My Animal Crossing wish: can we have the grid system back?

Animal Crossing is, like Tetris, a game that is constantly evolving in quiet ways while seeming - superficially and to outsiders - to be a game that never changes at all. Holding a piece, the instant drop, even the number of pieces visibly queued up ahead: these are all elements that have fundamentally changed the way Tetris plays. Equally, in Animal Crossing a new type of store, a new focus for your collecting, a subtle tweaking to the economy can transform the overall experience of living in a village and trying to get Spike to come back home.

And no change, I would argue, has been as important as an alteration to the camera. It's a change that's clearly stuck. People love it. I loved it at first. Now I want it to go away, though. I want things back the way they were. When Animal Crossing Switch is finally upon us, this is my wish. My Animal Crossing Wish, placed in a bottle and dropped into the surf. (And while we're wishing, would it kill Spike to come visit some time, or at least send a letter?)

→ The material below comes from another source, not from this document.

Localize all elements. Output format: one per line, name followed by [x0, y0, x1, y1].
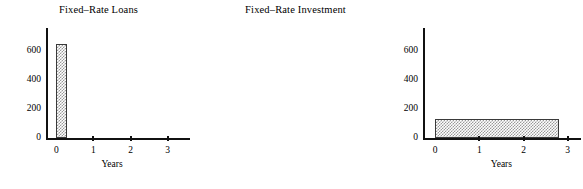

It's all Wild World's fault. Wild World! Here was the Animal Crossing I had spent hundreds of hours on when it lived on my Gamecube, but now I could take it with me wherever I went. But it had changed! The Gamecube Animal Crossing is a world you look down upon. You hover in the sky and the world is spread out below you, and it's divided into little squares, each with their own coordinates. These squares are bigger than the screen of your television, but you still can still tell as you move between them because the camera snaps over some kind of elastic boundary and you feel, in a subtle, almost intangible way, that you are somewhere new.